In a “them and us” culture, the underdogs may show a covert resistance. In this case it was nicknames given to some of the teachers by the student. The senior English teacher, a retired principal from Vic High, was “Harry the Bear.” One of the French teachers was “Barney.” This pleasant old gentleman was also the Head of Boy Scouts in Victoria and sometimes when there was an official Scout function in the city, he would teach his classes dressed in full Boy Scout uniform. Mr. Lance Storr, who taught Latin and ran the shooting range, was inevitably nicknamed “Caesar.” Mr. Reg Wenman, whose statue now stands by the gate, was “The Bird.” He was a distinguished rugby player and cricketer, and was one of the few teachers who took the trouble to get to know most of the boys, so he was regarded with real respect. Ruggedly conservative, Mr. Wenman’s philosophy regarding teenagers and the anguish that the outside culture told them they should be suffering could be resolved by “putting a boy in a pair of shorts and sending him on a five-mile cross country run.”

Probably the two most picturesque teachers, and at the same time the most scholarly, were Mr Leslie Hinton, the senior chemistry teacher, and the Senior Latin teacher, Mr. Cyril Genge.

Mr. Hinton, a distinguished Cambridge University graduate, used to arrive in the morning in his little three seater, front-opening Isetta bubble car. His nickname, “Meeth,” came from his appearance and manner of speaking, and his hobby was repairing the mechanical watches used by most of the boys. Mr. Genge was an outstanding classics scholar, fluent in Latin and Greek. I could never understand why he did not teach in a university. On the outside of the Chapel door there is a small poem by him in Latin and English, well worth reading. He had his idiosyncrasies, too, a dry and cynical sense of humour and in an age before the sport of jogging was in general use, he would run for hours around the playing fields, dressed only in small black shorts, bare topped, his deeply dark body and runners’ legs pounding out the miles, and occasionally inspiring phone calls from passers-by to the headmaster that there was a naked man running around on the campus.
These nicknames were used with an undercurrent of genial respect. The truly nasty teachers were not awarded the honour of a nickname.

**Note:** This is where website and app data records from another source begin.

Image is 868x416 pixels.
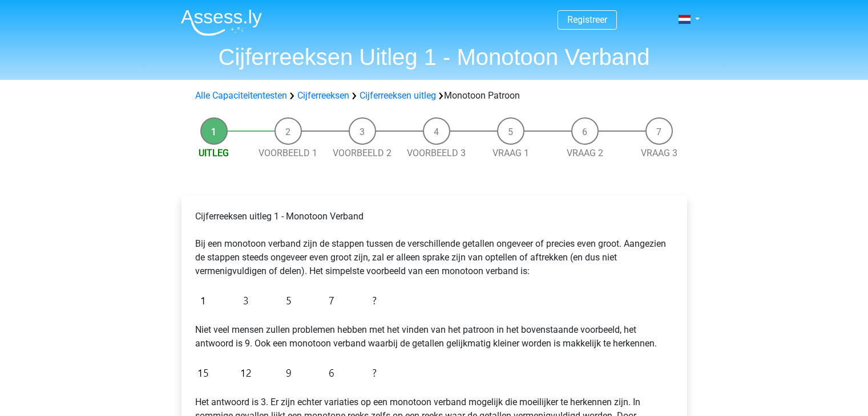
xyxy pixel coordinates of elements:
a: Voorbeeld 2 [332,148,392,159]
a: Vraag 2 [567,148,603,159]
a: Uitleg [199,148,229,159]
a: Alle Capaciteitentesten [195,90,287,101]
a: Vraag 3 [641,148,677,159]
img: Figure sequences Example 1.png [195,287,382,314]
a: Voorbeeld 1 [258,148,317,159]
img: Figure sequences Example 2.png [195,359,382,386]
img: Assessly [181,9,262,36]
p: Cijferreeksen uitleg 1 - Monotoon Verband Bij een monotoon verband zijn de stappen tussen de vers... [195,210,673,278]
h1: Cijferreeksen Uitleg 1 - Monotoon Verband [172,44,697,71]
div: Monotoon Patroon [191,89,678,103]
a: Registreer [567,14,607,25]
a: Cijferreeksen [297,90,350,101]
a: Voorbeeld 3 [407,148,466,159]
a: Cijferreeksen uitleg [360,90,436,101]
a: Vraag 1 [492,148,529,159]
p: Niet veel mensen zullen problemen hebben met het vinden van het patroon in het bovenstaande voorb... [195,323,673,351]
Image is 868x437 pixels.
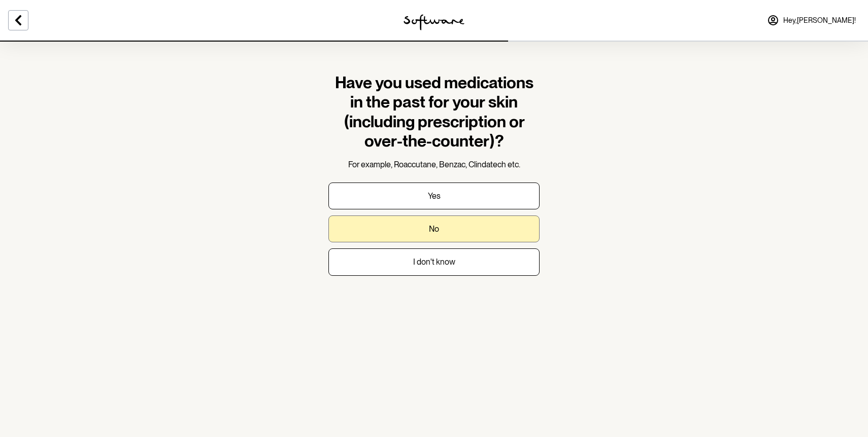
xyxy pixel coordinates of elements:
[429,224,439,234] p: No
[413,257,455,267] p: I don't know
[328,183,540,209] button: Yes
[328,73,540,151] h1: Have you used medications in the past for your skin (including prescription or over-the-counter)?
[328,248,540,275] button: I don't know
[348,160,521,170] span: For example, Roaccutane, Benzac, Clindatech etc.
[404,14,465,31] img: software logo
[783,16,856,25] span: Hey, [PERSON_NAME] !
[328,215,540,242] button: No
[428,191,441,201] p: Yes
[761,8,862,32] a: Hey,[PERSON_NAME]!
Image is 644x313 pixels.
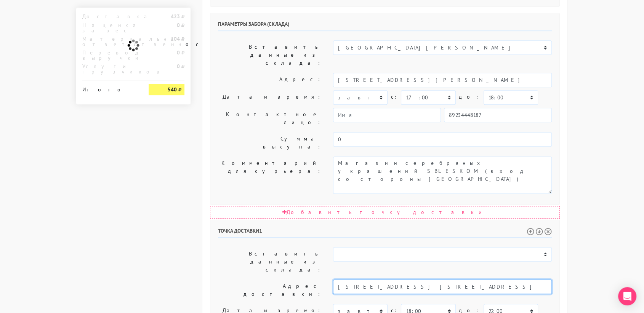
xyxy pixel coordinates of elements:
[218,21,552,31] h6: Параметры забора (склада)
[213,132,327,154] label: Сумма выкупа:
[77,50,143,61] div: Перевод выручки
[213,41,327,70] label: Вставить данные из склада:
[444,108,552,122] input: Телефон
[333,108,441,122] input: Имя
[126,38,140,52] img: ajax-loader.gif
[218,228,552,238] h6: Точка доставки
[459,90,481,103] label: до:
[213,108,327,129] label: Контактное лицо:
[210,206,560,219] div: Добавить точку доставки
[77,36,143,47] div: Материальная ответственность
[213,156,327,194] label: Комментарий для курьера:
[391,90,398,103] label: c:
[213,73,327,87] label: Адрес:
[167,86,177,93] strong: 540
[77,14,143,19] div: Доставка
[77,63,143,74] div: Услуги грузчиков
[213,90,327,105] label: Дата и время:
[77,22,143,33] div: Наценка за вес
[171,13,180,20] strong: 423
[213,280,327,301] label: Адрес доставки:
[259,227,262,234] span: 1
[618,287,637,306] div: Open Intercom Messenger
[213,247,327,276] label: Вставить данные из склада:
[82,84,137,92] div: Итого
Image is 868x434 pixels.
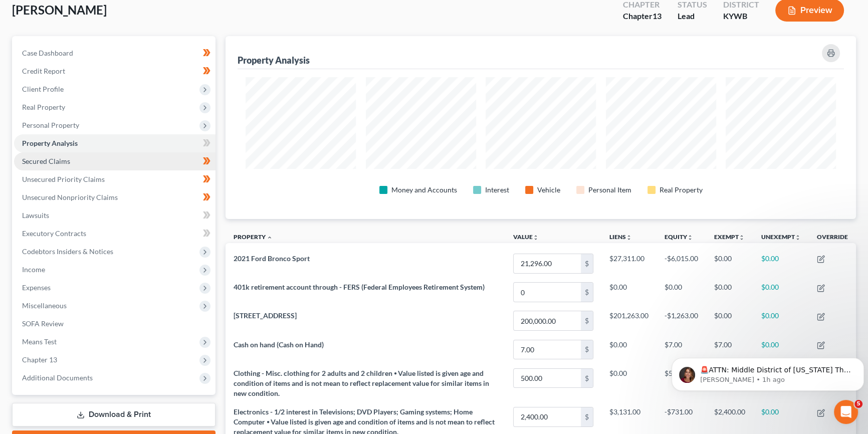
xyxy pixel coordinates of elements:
[834,400,858,424] iframe: Intercom live chat
[602,364,657,403] td: $0.00
[537,185,561,195] div: Vehicle
[753,278,809,306] td: $0.00
[657,335,706,364] td: $7.00
[22,247,113,256] span: Codebtors Insiders & Notices
[753,307,809,335] td: $0.00
[761,233,801,240] a: Unexemptunfold_more
[706,249,753,278] td: $0.00
[602,335,657,364] td: $0.00
[14,44,216,62] a: Case Dashboard
[657,364,706,403] td: $500.00
[589,185,632,195] div: Personal Item
[392,185,457,195] div: Money and Accounts
[234,283,485,291] span: 401k retirement account through - FERS (Federal Employees Retirement System)
[22,157,70,165] span: Secured Claims
[581,369,593,388] div: $
[14,189,216,206] a: Unsecured Nonpriority Claims
[14,225,216,242] a: Executory Contracts
[14,315,216,333] a: SOFA Review
[753,249,809,278] td: $0.00
[22,66,65,75] span: Credit Report
[687,235,693,240] i: unfold_more
[12,3,107,17] span: [PERSON_NAME]
[513,233,539,240] a: Valueunfold_more
[22,229,86,237] span: Executory Contracts
[659,185,703,195] div: Real Property
[664,233,693,240] a: Equityunfold_more
[602,249,657,278] td: $27,311.00
[723,11,760,22] div: KYWB
[609,233,632,240] a: Liensunfold_more
[237,54,310,66] div: Property Analysis
[22,283,51,292] span: Expenses
[678,11,708,22] div: Lead
[514,369,581,388] input: 0.00
[234,233,273,240] a: Property expand_less
[533,235,539,240] i: unfold_more
[657,278,706,306] td: $0.00
[657,307,706,335] td: -$1,263.00
[486,185,510,195] div: Interest
[22,139,78,148] span: Property Analysis
[581,341,593,360] div: $
[22,356,57,364] span: Chapter 13
[234,341,324,349] span: Cash on hand (Cash on Hand)
[22,85,64,93] span: Client Profile
[706,335,753,364] td: $7.00
[706,278,753,306] td: $0.00
[602,307,657,335] td: $201,263.00
[22,337,57,346] span: Means Test
[22,49,74,57] span: Case Dashboard
[14,170,216,189] a: Unsecured Priority Claims
[234,369,489,397] span: Clothing - Misc. clothing for 2 adults and 2 children ⦁ Value listed is given age and condition o...
[22,211,49,220] span: Lawsuits
[581,254,593,274] div: $
[22,319,64,328] span: SOFA Review
[12,403,216,427] a: Download & Print
[581,283,593,302] div: $
[623,11,662,22] div: Chapter
[514,283,581,302] input: 0.00
[739,235,745,240] i: unfold_more
[14,206,216,225] a: Lawsuits
[795,235,801,240] i: unfold_more
[14,134,216,153] a: Property Analysis
[626,235,632,240] i: unfold_more
[234,254,310,263] span: 2021 Ford Bronco Sport
[22,301,66,310] span: Miscellaneous
[234,311,297,320] span: [STREET_ADDRESS]
[602,278,657,306] td: $0.00
[14,153,216,170] a: Secured Claims
[668,337,868,407] iframe: Intercom notifications message
[22,102,65,111] span: Real Property
[652,11,662,20] span: 13
[22,373,93,382] span: Additional Documents
[514,408,581,427] input: 0.00
[514,341,581,360] input: 0.00
[715,233,745,240] a: Exemptunfold_more
[22,193,118,201] span: Unsecured Nonpriority Claims
[706,307,753,335] td: $0.00
[22,265,45,274] span: Income
[581,311,593,330] div: $
[266,235,273,240] i: expand_less
[855,400,863,408] span: 5
[514,254,581,274] input: 0.00
[22,121,79,129] span: Personal Property
[514,311,581,330] input: 0.00
[809,227,856,250] th: Override
[657,249,706,278] td: -$6,015.00
[753,335,809,364] td: $0.00
[22,175,105,184] span: Unsecured Priority Claims
[581,408,593,427] div: $
[14,62,216,80] a: Credit Report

During my years in Grades 9 and 10 and the two senior years, the school underwent enormous changes. The wages for teachers were low at University School at that time, but still higher than those paid to teachers in England. Mr. Timmis, the headmaster, used to take trips to England to recruit young teachers there, many of whom had Oxford and Cambridge degrees and had attended good English Public Schools and who knew what a good school should be. Many just stayed for their contracted two years then moved on to the better paying jobs in the Canadian public school system, however a good number stayed on at University School. They generally lived on campus, organized activities, took students on trips, and most of all got to know students individually. Besides, these teachers were younger, cooler and involved. They brought in a new attitude, replacing “them and us” with a spirit of cooperation, along with considerable British flair and flamboyance. With the friendlier relationship between the students and teachers during my last two years, the desire for nicknames diminished. The two-year project to build the Chapel, with teachers and students working side by side raising money and doing the physical labour, really established the unique ethos of mutual respect, with wise guidance that characterizes the school today.

I eventually taught at St. Michael's School and SMUS for a good number of years and shortly after I retired I learned of a website called Rate My Teacher. Of course, who could resist? I looked myself up. The comments were kind, but one girl had written “...he tends to be eccentric, but that is part of his charm”. Me? Eccentric? Never! Oh well, I guess there is something to be said for tradition.